Many of the Material styles are enforced with the !important flag. You can either try to overwrite them using !important in your code, which I wouldn't recommend, since it may not even work. You could try using ::ng-deep, tho. Material elements are not really str8 forward for modification, so either way, you'll have to 'hack' into it. Good luck :)
I am new to Angular 2 Material and I am trying to customize the style of the md-menu component.
<md-icon class="material-icons" [mdMenuTriggerFor]="menu">dehaze</md-icon>
<md-menu #menu="mdMenu" [overlapTrigger]="false">
<button md-menu-item>Item 1</button>
<button md-menu-item>Item 2</button>
</md-menu>
The predefined style settings work fine (e.g. setting the Menu to non-overlapping), but I would like to set the md-menu to 100% width and have a little space between the md-icon button, that expands the menu, which I can not do with the predefined directives from Angular 2 Material.
So far I found a solution with the /deep/ css command, but I read that the command is not supported by the major browsers any more.

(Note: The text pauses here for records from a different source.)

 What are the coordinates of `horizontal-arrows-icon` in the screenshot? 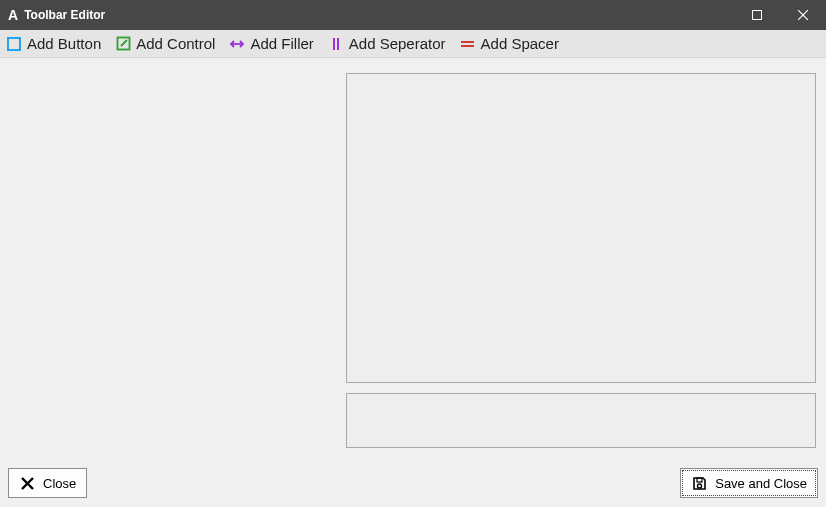 It's located at (237, 44).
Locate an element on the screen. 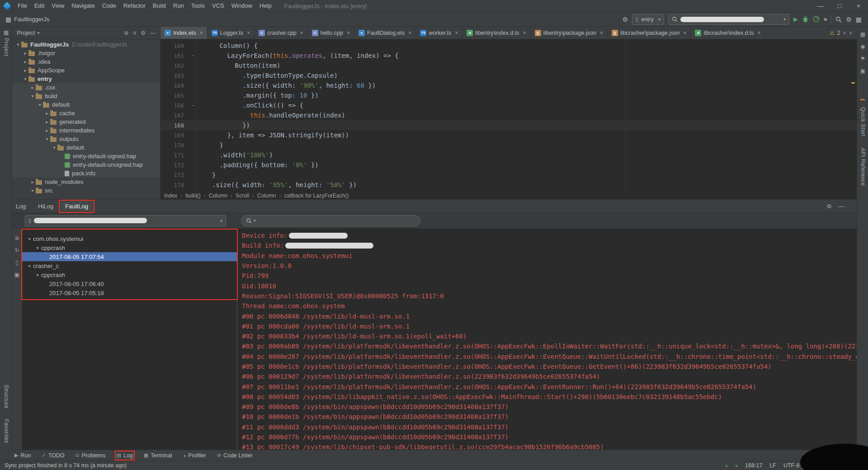 This screenshot has height=470, width=868. project-panel-title: Project is located at coordinates (26, 33).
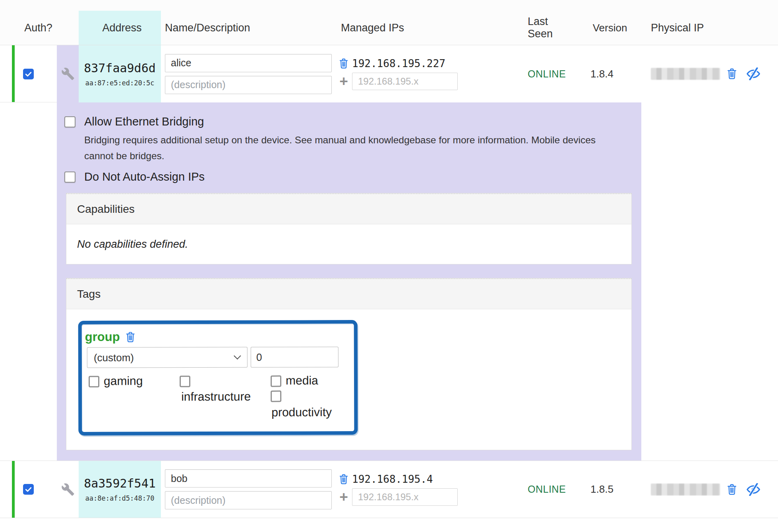 This screenshot has height=532, width=778. What do you see at coordinates (602, 489) in the screenshot?
I see `version-cell: 1.8.5` at bounding box center [602, 489].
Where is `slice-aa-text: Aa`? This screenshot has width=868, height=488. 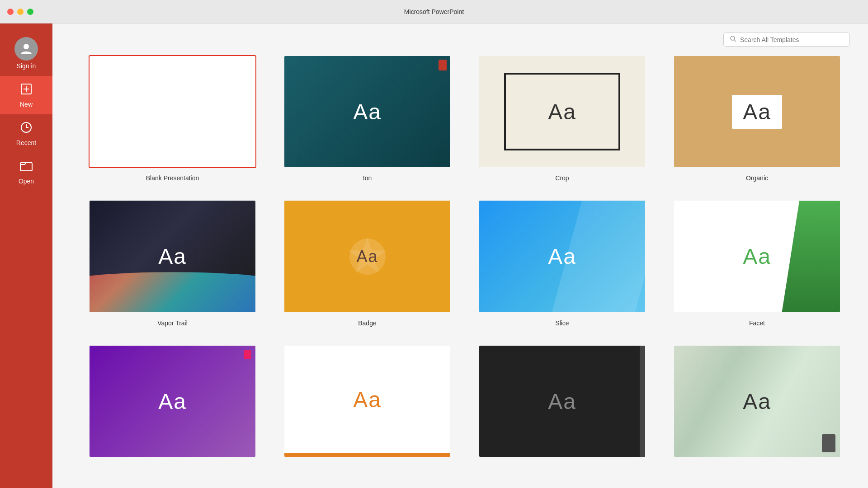
slice-aa-text: Aa is located at coordinates (562, 257).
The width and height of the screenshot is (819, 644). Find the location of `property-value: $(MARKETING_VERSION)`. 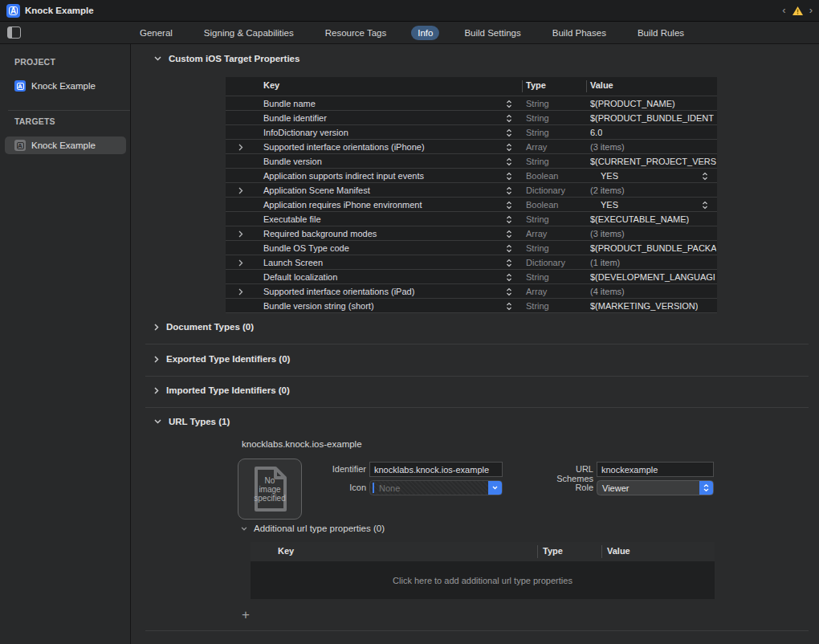

property-value: $(MARKETING_VERSION) is located at coordinates (644, 306).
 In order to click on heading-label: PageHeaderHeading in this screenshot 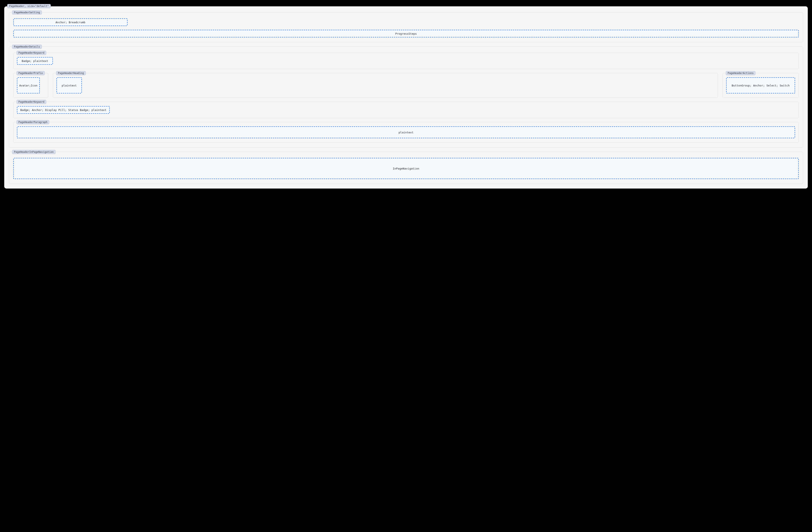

What is a good way to customize a Angular 2 Material component? How could I style my md-menu, so that it has 100% width and some space between it´s expanding button?
To illustrate what I am talking about:
Draft of the menu
You can pass custom classes to menus.
<md-menu #menu="mdMenu" [overlapTrigger]="false" class="my-full-width-menu">
Then you can target that class with global styles.
For your needs, unfortunately, you'll need to know some information about where your menu overlay is positioned, and hardcode some repositioning
.mat-menu-panel.my-full-width-menu {
max-width: none;
width: 100vw;
margin-left: -8px;
margin-top: 24px;
}
Plunker Demo
The right way to do this is to create a custom overlay component with material's OverlayModule (current in the material package, but soon to be moved to the cdk).
In Angular, ViewEncapsulation.Emulated is the default option which means, it tries to narrow-down the scope of the affect by adding surrogate keys to the host-element etc. One option could be is to add below css. But mind, this ng-deep will also be deprecated soon. Have to wait to know the alternative! https://angular.io/guide/component-styles#deprecated-deep--and-ng-deep
::ng-deep .mat-menu-panel {
max-width: none!important;
min-width: 400px!important;
}
To style mat-menu without turning off encapsulation for this component you should use 2 classes to increase specificity as exactly as you already did or use !important. However, to make it work you should put them into your global stylesheet so that you will override the default styles.